14. They're Reluctant to Share Code or Documentation

You're paying for the work. You should have access to the code, the documentation, and the architecture decisions. If the vendor is protective about sharing these, it could mean:

  • The code quality is poor and they don't want you to see it
  • They're using proprietary frameworks to create lock-in
  • They're planning to reuse your project's components for other clients

Your contract should include clear IP provisions. If the vendor pushes back on code access, treat it as a significant red flag.

15. They Never Push Back

This one is counter-intuitive. A vendor who agrees with everything you say and never challenges your assumptions is not a good partner. They're a yes-machine.

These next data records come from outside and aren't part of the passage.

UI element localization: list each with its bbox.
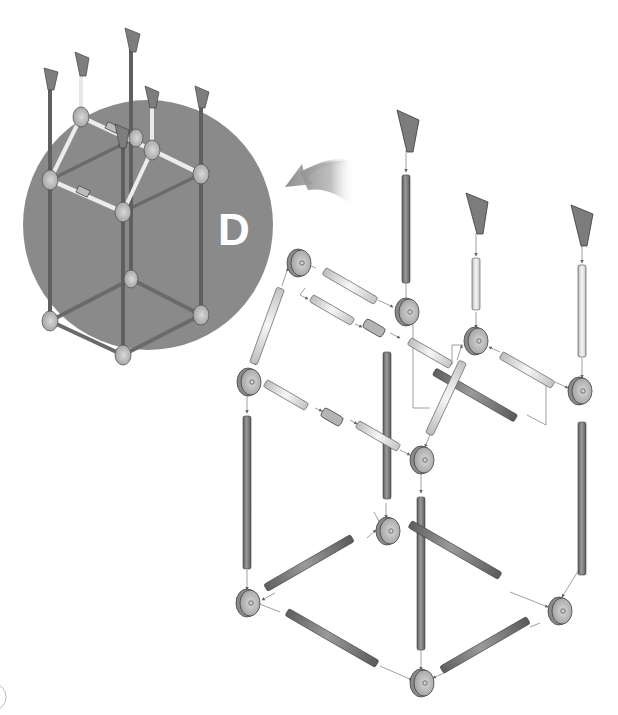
inset-preview: D [23, 28, 273, 365]
connector [237, 368, 261, 396]
cap [397, 110, 419, 152]
page-marker [0, 683, 6, 711]
cap [571, 205, 593, 246]
couplers [320, 318, 386, 427]
connector [464, 327, 488, 355]
light-diagonal-rods [250, 268, 555, 452]
dark-vertical-rods [243, 175, 586, 650]
connector-discs [236, 249, 592, 697]
connector [548, 597, 572, 625]
light-vertical-rod [472, 258, 480, 310]
guide-lines [247, 150, 582, 680]
connector [236, 589, 260, 617]
connector [287, 249, 311, 277]
dark-diagonal-rods [264, 368, 531, 673]
connector [568, 377, 592, 405]
connector [410, 669, 434, 697]
connector [410, 446, 434, 474]
connector [376, 517, 400, 545]
cap [466, 193, 488, 234]
top-caps [397, 110, 593, 246]
exploded-view [236, 110, 593, 697]
direction-arrow-shaft [300, 160, 356, 208]
connector [395, 298, 419, 326]
assembly-diagram: D [0, 0, 618, 715]
step-label: D [218, 205, 250, 254]
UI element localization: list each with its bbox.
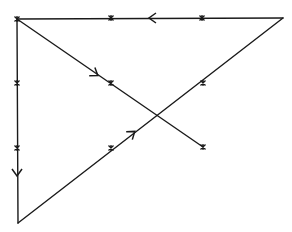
- left-edge: [17, 19, 18, 223]
- diagonal-edge: [17, 19, 203, 147]
- edges-group: [17, 18, 283, 223]
- arrows-group: [12, 13, 156, 176]
- left-arrow-down-icon: [12, 169, 22, 176]
- star-left-2-icon: [15, 145, 20, 151]
- diagram-canvas: [0, 0, 292, 232]
- star-left-1-icon: [15, 80, 20, 86]
- directed-graph-diagram: [0, 0, 292, 232]
- star-hypotenuse-2-icon: [201, 80, 206, 86]
- hypotenuse-edge: [18, 18, 283, 223]
- star-hypotenuse-1-icon: [109, 145, 114, 151]
- star-diagonal-end-icon: [201, 144, 206, 150]
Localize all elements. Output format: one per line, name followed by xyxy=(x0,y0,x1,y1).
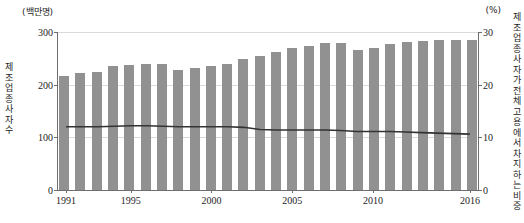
bar-1999 xyxy=(190,68,200,190)
x-axis-tick-mark xyxy=(292,190,293,193)
bar-2005 xyxy=(287,48,297,190)
y-axis-right-tick-mark xyxy=(478,85,482,86)
y-axis-left-tick-label: 0 xyxy=(48,185,53,196)
bar-2004 xyxy=(271,52,281,190)
x-axis-tick-mark xyxy=(470,190,471,193)
y-axis-left-tick-label: 300 xyxy=(38,27,53,38)
x-axis-tick-label-2016: 2016 xyxy=(460,195,480,206)
x-axis-tick-mark xyxy=(373,190,374,193)
manufacturing-employment-chart: 제 조 업 종 사 자 수 제 조 업 종 사 자 가 전 체 고 용 에 서 … xyxy=(0,0,524,223)
plot-area: 0100200300 0102030 199119952000200520102… xyxy=(57,32,479,191)
y-axis-right-tick-label: 20 xyxy=(483,79,493,90)
y-axis-left-tick-label: 100 xyxy=(38,132,53,143)
y-axis-right-tick-mark xyxy=(478,190,482,191)
bar-1998 xyxy=(173,70,183,190)
bar-2009 xyxy=(353,50,363,190)
bar-2015 xyxy=(451,40,461,190)
bar-2016 xyxy=(467,40,477,190)
y-axis-right-title: 제 조 업 종 사 자 가 전 체 고 용 에 서 차 지 하 는 비 중 xyxy=(510,12,523,212)
x-axis-tick-mark xyxy=(211,190,212,193)
bar-2002 xyxy=(238,59,248,190)
y-axis-left-title: 제 조 업 종 사 자 수 xyxy=(2,62,15,136)
bar-2014 xyxy=(434,40,444,190)
bar-series xyxy=(58,32,478,190)
bar-2013 xyxy=(418,41,428,190)
bar-1994 xyxy=(108,66,118,190)
bar-2001 xyxy=(222,64,232,190)
bar-1995 xyxy=(124,65,134,190)
bar-2000 xyxy=(206,66,216,190)
bar-1992 xyxy=(75,73,85,190)
y-axis-right-tick-mark xyxy=(478,32,482,33)
bar-1997 xyxy=(157,64,167,190)
bar-2003 xyxy=(255,56,265,190)
bar-2011 xyxy=(385,44,395,190)
x-axis-tick-mark xyxy=(131,190,132,193)
bar-1991 xyxy=(59,76,69,190)
x-axis-tick-label-2010: 2010 xyxy=(363,195,383,206)
x-axis-tick-label-2005: 2005 xyxy=(282,195,302,206)
bar-1993 xyxy=(92,72,102,190)
x-axis-tick-label-2000: 2000 xyxy=(201,195,221,206)
bar-1996 xyxy=(141,64,151,190)
y-axis-left-tick-label: 200 xyxy=(38,79,53,90)
bar-2010 xyxy=(369,48,379,190)
y-axis-right-tick-label: 10 xyxy=(483,132,493,143)
x-axis-tick-label-1995: 1995 xyxy=(121,195,141,206)
bar-2008 xyxy=(336,43,346,190)
bar-2012 xyxy=(402,42,412,190)
y-axis-right-unit: (%) xyxy=(485,5,501,15)
y-axis-left-tick-mark xyxy=(54,190,58,191)
y-axis-right-tick-label: 0 xyxy=(483,185,488,196)
bar-2006 xyxy=(304,46,314,190)
x-axis-tick-label-1991: 1991 xyxy=(56,195,76,206)
y-axis-right-tick-label: 30 xyxy=(483,27,493,38)
y-axis-left-unit: (백만명) xyxy=(22,5,53,18)
y-axis-right-tick-mark xyxy=(478,137,482,138)
x-axis-tick-mark xyxy=(66,190,67,193)
bar-2007 xyxy=(320,43,330,190)
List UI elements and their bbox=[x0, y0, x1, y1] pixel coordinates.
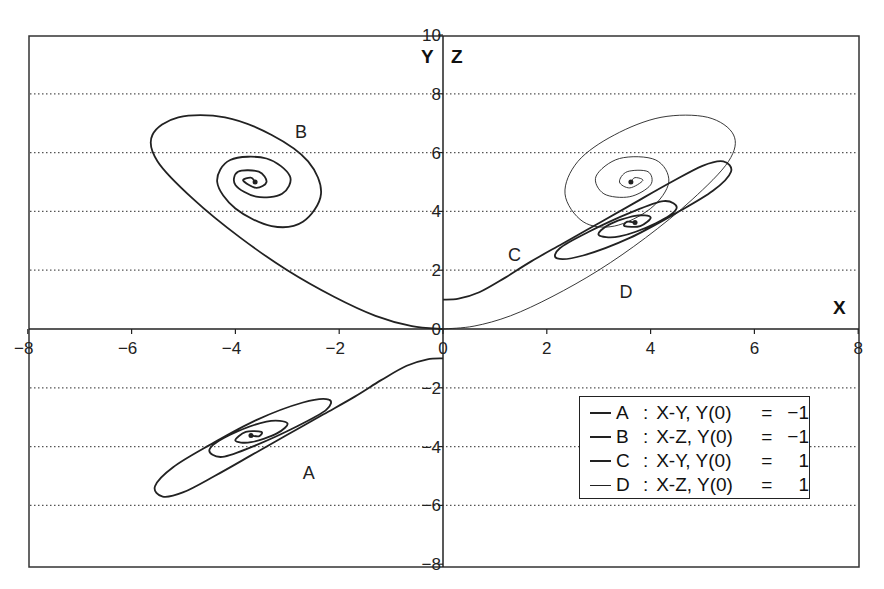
y-tick-label: 2 bbox=[432, 261, 441, 280]
y-tick-label: 10 bbox=[422, 26, 441, 45]
legend-val: −1 bbox=[784, 426, 809, 448]
legend-line-c bbox=[590, 460, 611, 462]
legend-colon: : bbox=[635, 426, 656, 448]
legend-item-c: C : X-Y, Y(0) = 1 bbox=[590, 449, 809, 473]
y-tick-label: −8 bbox=[422, 555, 441, 574]
legend-desc: X-Z, Y(0) bbox=[656, 426, 761, 448]
x-tick-label: 2 bbox=[542, 339, 551, 358]
x-axis-title: X bbox=[833, 297, 846, 318]
x-tick-label: −4 bbox=[222, 339, 241, 358]
legend-line-b bbox=[590, 436, 611, 438]
legend-desc: X-Z, Y(0) bbox=[656, 474, 761, 496]
x-tick-label: 0 bbox=[438, 339, 447, 358]
legend-key: D bbox=[616, 474, 635, 496]
legend-desc: X-Y, Y(0) bbox=[656, 450, 761, 472]
legend-key: B bbox=[616, 426, 635, 448]
curve-label-b: B bbox=[295, 122, 307, 142]
curve-d bbox=[443, 115, 735, 329]
legend-val: 1 bbox=[784, 474, 809, 496]
legend-eq: = bbox=[761, 474, 784, 496]
legend: A : X-Y, Y(0) = −1 B : X-Z, Y(0) = −1 C … bbox=[579, 396, 810, 499]
x-tick-label: 4 bbox=[646, 339, 655, 358]
legend-eq: = bbox=[761, 402, 784, 424]
legend-val: −1 bbox=[784, 402, 809, 424]
spiral-center-c bbox=[633, 220, 638, 225]
legend-line-a bbox=[590, 412, 611, 414]
legend-colon: : bbox=[635, 474, 656, 496]
y-axis-title: Y bbox=[421, 46, 434, 67]
legend-item-a: A : X-Y, Y(0) = −1 bbox=[590, 401, 809, 425]
legend-item-b: B : X-Z, Y(0) = −1 bbox=[590, 425, 809, 449]
z-axis-title: Z bbox=[451, 46, 463, 67]
x-tick-label: −6 bbox=[118, 339, 137, 358]
legend-val: 1 bbox=[784, 450, 809, 472]
legend-colon: : bbox=[635, 402, 656, 424]
curve-a bbox=[155, 358, 443, 496]
y-tick-label: −6 bbox=[422, 496, 441, 515]
y-tick-label: 6 bbox=[432, 144, 441, 163]
phase-plot: −8−6−4−202468−8−6−4−20246810 ABCD Y Z X bbox=[0, 0, 884, 589]
y-tick-label: 8 bbox=[432, 85, 441, 104]
legend-eq: = bbox=[761, 426, 784, 448]
spiral-center-b bbox=[253, 180, 258, 185]
curve-label-d: D bbox=[619, 282, 632, 302]
y-tick-label: −4 bbox=[422, 438, 441, 457]
spiral-center-a bbox=[248, 433, 253, 438]
legend-item-d: D : X-Z, Y(0) = 1 bbox=[590, 473, 809, 497]
x-tick-label: 6 bbox=[750, 339, 759, 358]
legend-key: C bbox=[616, 450, 635, 472]
legend-eq: = bbox=[761, 450, 784, 472]
y-tick-label: 4 bbox=[432, 202, 441, 221]
curve-label-a: A bbox=[303, 463, 315, 483]
curve-c bbox=[443, 161, 731, 299]
spiral-center-d bbox=[628, 180, 633, 185]
curve-label-c: C bbox=[508, 245, 521, 265]
curve-b bbox=[151, 115, 443, 329]
legend-desc: X-Y, Y(0) bbox=[656, 402, 761, 424]
legend-key: A bbox=[616, 402, 635, 424]
legend-line-d bbox=[590, 485, 611, 486]
y-tick-label: −2 bbox=[422, 379, 441, 398]
x-tick-label: −2 bbox=[326, 339, 345, 358]
x-tick-label: −8 bbox=[14, 339, 33, 358]
legend-colon: : bbox=[635, 450, 656, 472]
x-tick-label: 8 bbox=[853, 339, 862, 358]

Good AI development partners will tell you:

  • "That feature isn't worth the effort given the expected improvement"
  • "Your data doesn't support that use case yet"
  • "The timeline you're asking for isn't realistic"
  • "A simpler approach would achieve 90% of the outcome at half the cost"

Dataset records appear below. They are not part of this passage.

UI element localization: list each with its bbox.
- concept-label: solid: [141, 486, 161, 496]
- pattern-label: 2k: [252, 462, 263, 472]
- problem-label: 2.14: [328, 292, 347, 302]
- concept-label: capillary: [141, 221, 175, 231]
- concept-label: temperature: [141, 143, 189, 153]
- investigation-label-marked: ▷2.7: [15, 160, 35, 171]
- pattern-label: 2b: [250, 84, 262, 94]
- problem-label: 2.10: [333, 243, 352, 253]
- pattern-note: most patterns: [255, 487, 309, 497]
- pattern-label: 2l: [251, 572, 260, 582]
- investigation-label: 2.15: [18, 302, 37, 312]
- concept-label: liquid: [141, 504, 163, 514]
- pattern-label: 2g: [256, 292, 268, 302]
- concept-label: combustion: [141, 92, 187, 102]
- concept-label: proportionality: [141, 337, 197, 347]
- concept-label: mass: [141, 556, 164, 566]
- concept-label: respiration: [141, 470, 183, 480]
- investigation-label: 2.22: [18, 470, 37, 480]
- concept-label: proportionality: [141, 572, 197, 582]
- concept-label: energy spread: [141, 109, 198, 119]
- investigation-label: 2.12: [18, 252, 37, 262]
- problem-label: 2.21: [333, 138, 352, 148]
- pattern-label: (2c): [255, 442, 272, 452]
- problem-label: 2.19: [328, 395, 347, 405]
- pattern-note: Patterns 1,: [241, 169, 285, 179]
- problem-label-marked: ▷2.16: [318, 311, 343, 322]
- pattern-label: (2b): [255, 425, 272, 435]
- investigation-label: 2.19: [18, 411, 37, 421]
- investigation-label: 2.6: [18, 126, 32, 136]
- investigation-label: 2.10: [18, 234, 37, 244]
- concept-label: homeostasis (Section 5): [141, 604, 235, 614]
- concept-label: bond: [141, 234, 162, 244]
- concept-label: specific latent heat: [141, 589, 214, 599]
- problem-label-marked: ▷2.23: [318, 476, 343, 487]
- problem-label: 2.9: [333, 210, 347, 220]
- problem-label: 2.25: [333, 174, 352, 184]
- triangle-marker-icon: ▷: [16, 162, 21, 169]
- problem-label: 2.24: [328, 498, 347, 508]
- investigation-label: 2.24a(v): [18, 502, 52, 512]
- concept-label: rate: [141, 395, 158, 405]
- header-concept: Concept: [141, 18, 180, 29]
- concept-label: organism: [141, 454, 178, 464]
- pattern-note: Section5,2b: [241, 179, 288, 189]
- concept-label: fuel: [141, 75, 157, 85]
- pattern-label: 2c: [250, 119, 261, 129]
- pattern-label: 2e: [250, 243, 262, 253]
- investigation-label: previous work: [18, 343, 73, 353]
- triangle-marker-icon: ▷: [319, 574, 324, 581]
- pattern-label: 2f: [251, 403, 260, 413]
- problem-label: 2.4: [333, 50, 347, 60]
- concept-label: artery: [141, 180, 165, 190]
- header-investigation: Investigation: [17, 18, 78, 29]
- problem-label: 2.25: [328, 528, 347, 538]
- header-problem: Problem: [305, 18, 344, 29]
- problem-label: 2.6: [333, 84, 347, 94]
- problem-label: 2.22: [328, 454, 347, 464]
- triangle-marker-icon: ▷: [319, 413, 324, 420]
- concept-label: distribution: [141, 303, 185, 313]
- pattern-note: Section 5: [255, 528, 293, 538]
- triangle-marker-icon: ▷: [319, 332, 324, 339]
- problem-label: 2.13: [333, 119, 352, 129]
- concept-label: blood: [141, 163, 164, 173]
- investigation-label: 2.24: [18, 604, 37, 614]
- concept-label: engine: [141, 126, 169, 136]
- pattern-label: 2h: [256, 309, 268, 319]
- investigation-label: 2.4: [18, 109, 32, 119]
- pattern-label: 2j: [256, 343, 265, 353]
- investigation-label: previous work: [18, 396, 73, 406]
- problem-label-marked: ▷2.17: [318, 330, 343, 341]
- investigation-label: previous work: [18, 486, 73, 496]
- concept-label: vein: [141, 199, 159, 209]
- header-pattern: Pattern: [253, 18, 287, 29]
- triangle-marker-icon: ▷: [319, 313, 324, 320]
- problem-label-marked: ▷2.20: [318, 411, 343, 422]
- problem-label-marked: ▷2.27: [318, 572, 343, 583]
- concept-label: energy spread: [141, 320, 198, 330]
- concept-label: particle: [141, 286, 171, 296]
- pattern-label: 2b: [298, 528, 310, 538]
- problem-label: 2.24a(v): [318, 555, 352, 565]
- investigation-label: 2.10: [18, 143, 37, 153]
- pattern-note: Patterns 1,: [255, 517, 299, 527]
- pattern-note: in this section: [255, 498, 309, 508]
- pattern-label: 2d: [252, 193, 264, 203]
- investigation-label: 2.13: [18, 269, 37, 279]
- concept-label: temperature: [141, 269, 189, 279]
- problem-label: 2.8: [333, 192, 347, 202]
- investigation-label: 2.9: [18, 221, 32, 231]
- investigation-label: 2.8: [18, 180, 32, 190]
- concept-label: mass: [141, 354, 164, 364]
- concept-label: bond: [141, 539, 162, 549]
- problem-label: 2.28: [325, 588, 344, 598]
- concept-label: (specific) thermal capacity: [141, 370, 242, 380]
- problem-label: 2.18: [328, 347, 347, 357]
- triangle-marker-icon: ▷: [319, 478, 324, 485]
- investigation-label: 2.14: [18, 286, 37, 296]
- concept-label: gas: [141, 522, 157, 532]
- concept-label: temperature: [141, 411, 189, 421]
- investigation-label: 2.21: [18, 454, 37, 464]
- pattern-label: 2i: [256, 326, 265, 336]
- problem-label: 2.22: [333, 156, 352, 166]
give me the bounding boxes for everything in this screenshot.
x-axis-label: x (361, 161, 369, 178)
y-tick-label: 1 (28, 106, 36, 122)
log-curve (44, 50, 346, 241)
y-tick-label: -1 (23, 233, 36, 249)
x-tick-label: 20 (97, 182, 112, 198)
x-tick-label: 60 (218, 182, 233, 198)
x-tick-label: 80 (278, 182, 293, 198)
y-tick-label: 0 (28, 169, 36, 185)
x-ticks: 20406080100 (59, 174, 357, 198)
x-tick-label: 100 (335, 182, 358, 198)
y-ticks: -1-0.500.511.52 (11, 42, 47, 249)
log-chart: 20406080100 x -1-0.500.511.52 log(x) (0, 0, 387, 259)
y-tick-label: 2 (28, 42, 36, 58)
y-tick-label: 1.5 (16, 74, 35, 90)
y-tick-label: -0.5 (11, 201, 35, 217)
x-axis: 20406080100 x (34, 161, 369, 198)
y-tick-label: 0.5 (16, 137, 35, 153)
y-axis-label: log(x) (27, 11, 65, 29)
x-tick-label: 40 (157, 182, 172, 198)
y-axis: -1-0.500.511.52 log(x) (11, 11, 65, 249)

Pushback from a knowledgeable partner saves you money and produces better outcomes. Agreement from a vendor who knows better costs you both.

How to Protect Yourself

Beyond watching for red flags, here are structural protections you can build into the engagement.

Phase-Gate Structure

Structure the engagement with clear decision points where you evaluate progress before committing to the next phase. A typical structure:

  1. Discovery and data assessment - Evaluate data, refine requirements, confirm feasibility. Go/no-go decision before proceeding.
  2. Proof of concept - Build a working prototype with real data. Evaluate against success criteria. Go/no-go decision.
  3. Production build - Full development, integration, and testing.
  4. Deployment and optimisation - Launch, monitor, and improve.

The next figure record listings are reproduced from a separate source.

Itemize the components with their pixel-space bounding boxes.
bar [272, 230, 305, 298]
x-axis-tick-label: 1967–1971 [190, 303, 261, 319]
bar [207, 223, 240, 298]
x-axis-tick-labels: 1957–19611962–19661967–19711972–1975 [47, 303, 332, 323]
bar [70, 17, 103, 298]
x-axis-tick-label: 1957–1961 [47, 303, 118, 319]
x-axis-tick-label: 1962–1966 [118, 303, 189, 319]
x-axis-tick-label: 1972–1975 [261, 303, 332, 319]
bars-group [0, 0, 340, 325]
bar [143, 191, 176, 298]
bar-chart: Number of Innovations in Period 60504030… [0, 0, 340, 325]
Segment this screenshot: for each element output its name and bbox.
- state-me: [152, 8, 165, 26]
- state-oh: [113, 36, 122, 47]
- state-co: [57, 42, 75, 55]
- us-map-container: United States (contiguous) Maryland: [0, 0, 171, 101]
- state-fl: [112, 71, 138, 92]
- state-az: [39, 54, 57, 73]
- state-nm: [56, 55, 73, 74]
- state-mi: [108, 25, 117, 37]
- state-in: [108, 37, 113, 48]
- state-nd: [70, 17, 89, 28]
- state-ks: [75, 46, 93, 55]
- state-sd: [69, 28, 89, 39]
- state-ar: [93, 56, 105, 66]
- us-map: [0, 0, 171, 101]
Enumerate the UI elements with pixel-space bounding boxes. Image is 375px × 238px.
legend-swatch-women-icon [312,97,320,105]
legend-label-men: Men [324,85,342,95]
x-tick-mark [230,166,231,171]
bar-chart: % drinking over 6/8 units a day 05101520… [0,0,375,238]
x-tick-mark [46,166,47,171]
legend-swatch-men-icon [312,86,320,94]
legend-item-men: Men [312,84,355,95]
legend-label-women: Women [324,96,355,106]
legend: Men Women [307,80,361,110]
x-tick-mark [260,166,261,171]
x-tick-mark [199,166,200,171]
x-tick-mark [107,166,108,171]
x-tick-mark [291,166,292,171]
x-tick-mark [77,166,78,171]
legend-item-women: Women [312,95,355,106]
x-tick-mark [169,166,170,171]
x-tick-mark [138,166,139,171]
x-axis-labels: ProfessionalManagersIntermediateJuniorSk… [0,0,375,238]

Each phase ends with a clear deliverable and a decision about whether to proceed. This limits your exposure if things go wrong.

Reference Checks

Call the vendor's references. Ask specific questions:

  • "Did the project deliver on the promises made during sales?"
  • "Were there surprises, and how were they handled?"
  • "How was communication when things went wrong?"
  • "Would you hire them again?"
  • "What's the system like in production?"

Contractual Protections

Ensure your contract includes:

  • Clear IP ownership provisions (you should own what you pay for)
  • Access to all source code and documentation
  • Defined exit terms (what happens if you want to change vendors mid-project)
  • Service level agreements for production systems
  • Data handling and confidentiality terms

Independent Review

If the engagement is large enough to warrant it, consider having an independent AI expert review the vendor's approach, architecture, and progress at key milestones. This costs money but can save you from expensive mistakes.

What Good Looks Like

For contrast, here's what a quality AI development partner looks like in practice.

  • They ask hard questions early and push back on unrealistic expectations
  • They assess your data before committing to performance targets
  • They introduce the actual team that will work on your project
  • They show you production systems they've built, with references you can verify
  • Their proposals include risk sections and mitigation plans
  • They communicate proactively, especially when things aren't going well
  • They explain technical decisions in business terms
  • They're honest about what AI can and can't do for your specific situation
  • They structure engagements with clear phase gates and decision points
  • They invest in knowledge transfer so you're not dependent on them forever

Getting Started

Choosing the right AI development company is one of the most important decisions you'll make in your AI programme. The red flags above can help you avoid the worst outcomes, but the best protection is working with a partner you trust.

At Team 400, we build production AI systems for Australian businesses. We're happy to be evaluated alongside other vendors, and we encourage you to apply every criterion in this article to us.

Explore our AI development services, learn about our consulting approach, or reach out directly to start a conversation.